*** Opening of DATA SUPPLIED ***

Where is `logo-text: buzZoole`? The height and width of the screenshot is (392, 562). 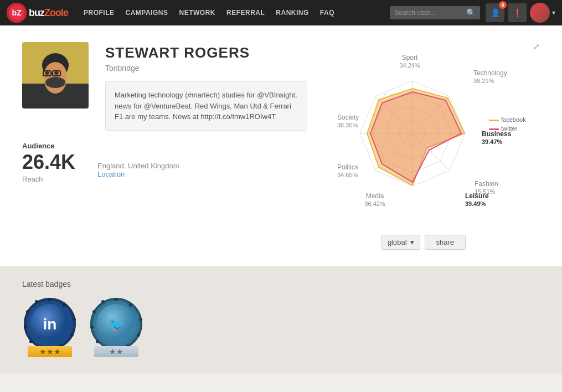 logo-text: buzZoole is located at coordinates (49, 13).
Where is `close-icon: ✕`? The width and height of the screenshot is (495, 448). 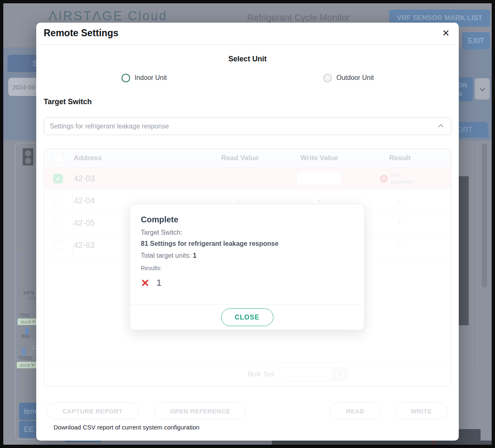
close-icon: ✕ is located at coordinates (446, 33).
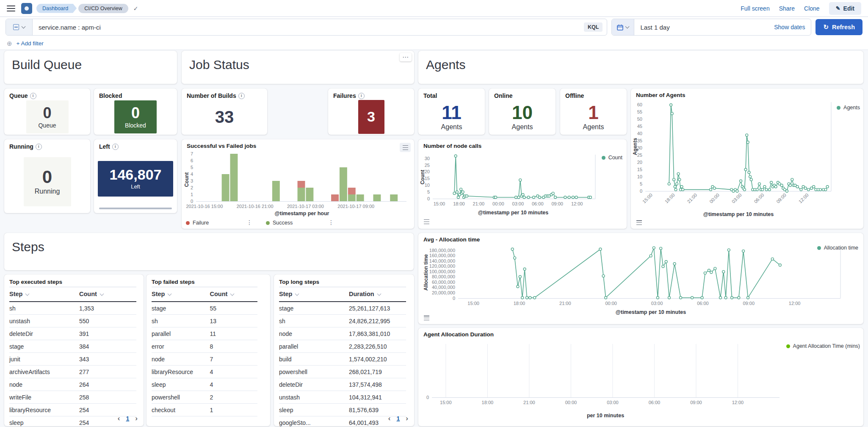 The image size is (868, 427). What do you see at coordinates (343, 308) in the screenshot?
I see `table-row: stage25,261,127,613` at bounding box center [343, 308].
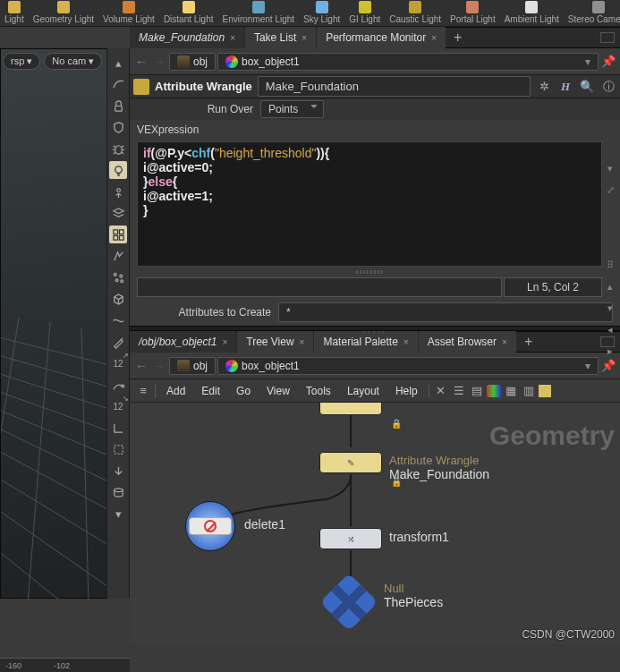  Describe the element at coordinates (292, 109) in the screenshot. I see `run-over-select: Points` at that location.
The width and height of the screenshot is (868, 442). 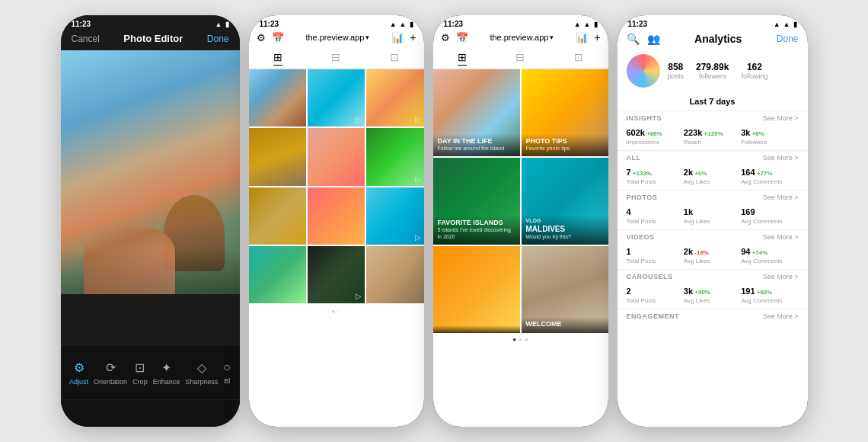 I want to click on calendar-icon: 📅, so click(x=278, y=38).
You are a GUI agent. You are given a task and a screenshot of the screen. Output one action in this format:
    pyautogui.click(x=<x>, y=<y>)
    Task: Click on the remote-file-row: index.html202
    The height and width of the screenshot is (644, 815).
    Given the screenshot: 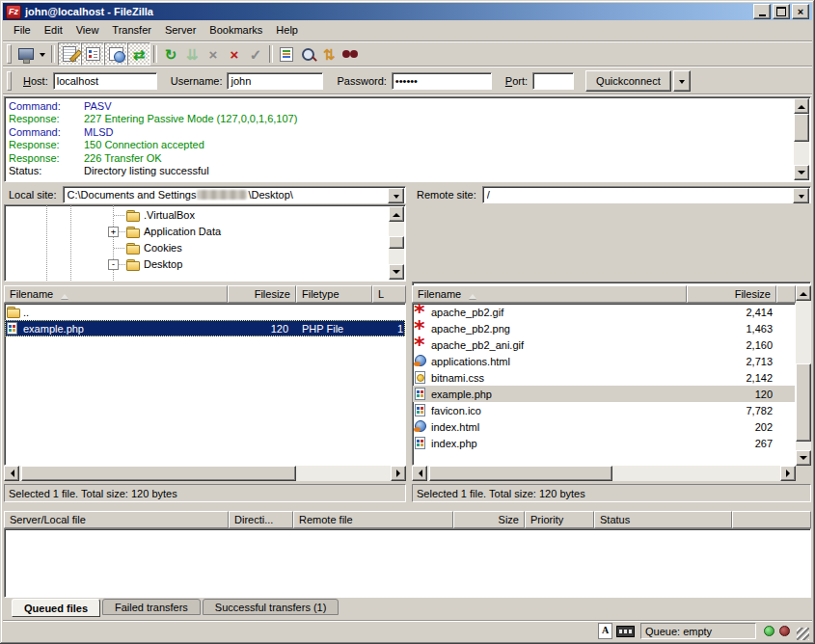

*** Close of DATA SUPPLIED ***

* WHAT TO PRODUCE *
Copy exactly the lines from the one containing "You are a GUI" through the final line of the records above, both included, and leave out any pictures.

* TASK SOLUTION *
You are a GUI agent. You are given a task and a screenshot of the screen. Output one action in this format:
    pyautogui.click(x=<x>, y=<y>)
    Task: Click on the remote-file-row: index.html202
    The height and width of the screenshot is (644, 815).
    Given the screenshot: 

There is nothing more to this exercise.